Female Asian Elephant Calf Born at the Smithsonian National Zoo

https://www.si.edu/newsdesk/releases/female-asian-elephant-calf-born-smithsonians-national-zoo-an...
5•gmays•2h ago•1 comments

Show HN: Zest – A hands-on simulator for Staff+ system design scenarios

https://staff-engineering-simulator-880284904082.us-west1.run.app/
1•chanip0114•2h ago•1 comments
Open in hackernews

Walks in Rotation Spaces Return Home When Doubled and Scaled

https://arxiv.org/abs/2502.14367
1•nomilk•2mo ago

Comments

nomilk•2mo ago
> Is it possible to cancel out a complicated spin without painstakingly reversing every single move? Surprisingly, the answer is yes.

> Mathematicians Jean-Pierre Eckmann (University of Geneva) and Tsvi Tlusty (UNIST, South Korea) recently proved that almost any object—whether it’s a spinning top, a tumbling satellite, a twisted protein, or even a scrambled Rubik’s Cube—has a hidden “reset button” for its orientation.

> Instead of undoing the motion step by step in reverse order, you can take the entire original sequence of rotations, scale it by a certain constant factor (make every turn bigger or smaller by the same proportion), perform that scaled version once, then do it again—and the object snaps perfectly back to its starting orientation. Two scaled copies of the same motion are enough to erase it completely.

> It feels deeply counterintuitive. We’re used to thinking that rotations in 3D space don’t commute and that the only safe way to return home is to retrace your path exactly backward. Yet this new result reveals a previously unknown geometric symmetry: certain scaling factors turn the rotation group into something that has a kind of built-in “double and cancel” feature.

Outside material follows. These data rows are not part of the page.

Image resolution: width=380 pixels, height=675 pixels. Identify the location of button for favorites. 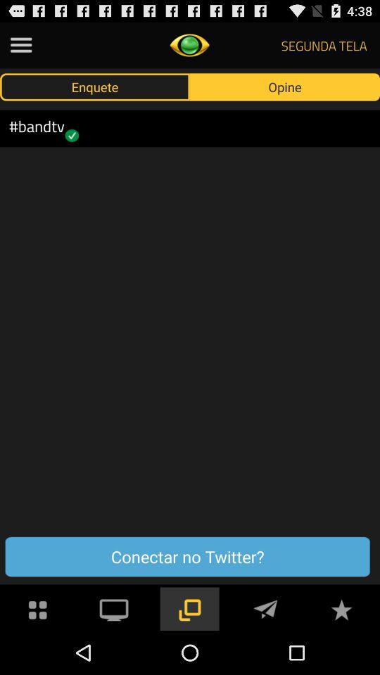
(341, 609).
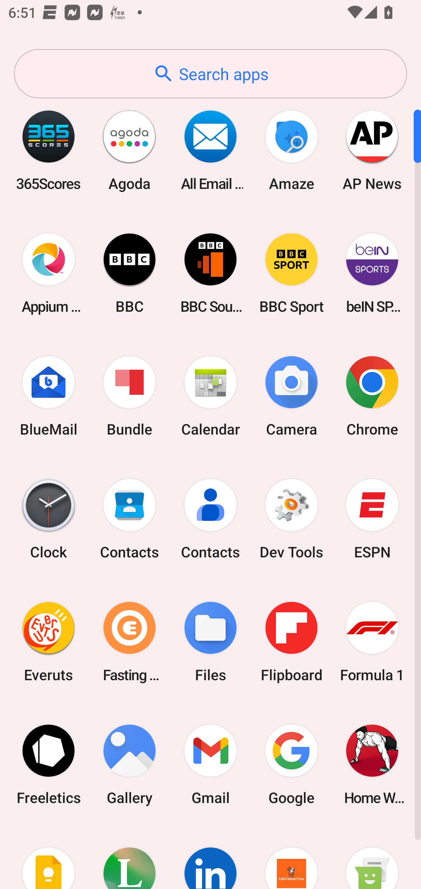 Image resolution: width=421 pixels, height=889 pixels. Describe the element at coordinates (210, 273) in the screenshot. I see `BBC Sounds` at that location.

> The discovery applies to any rigid body moving in three dimensions and may simplify algorithms in robotics (for reorienting a robot arm without tracking every prior move), computer graphics, molecular dynamics simulations, spacecraft attitude control, and even some problems in quantum mechanics.

> In short, nature has been hiding a remarkably simple trick: sometimes the fastest way to undo a complex dance of spins isn’t to moonwalk backward through every step; it’s to perform an enlarged (or shrunken) version of the same dance twice.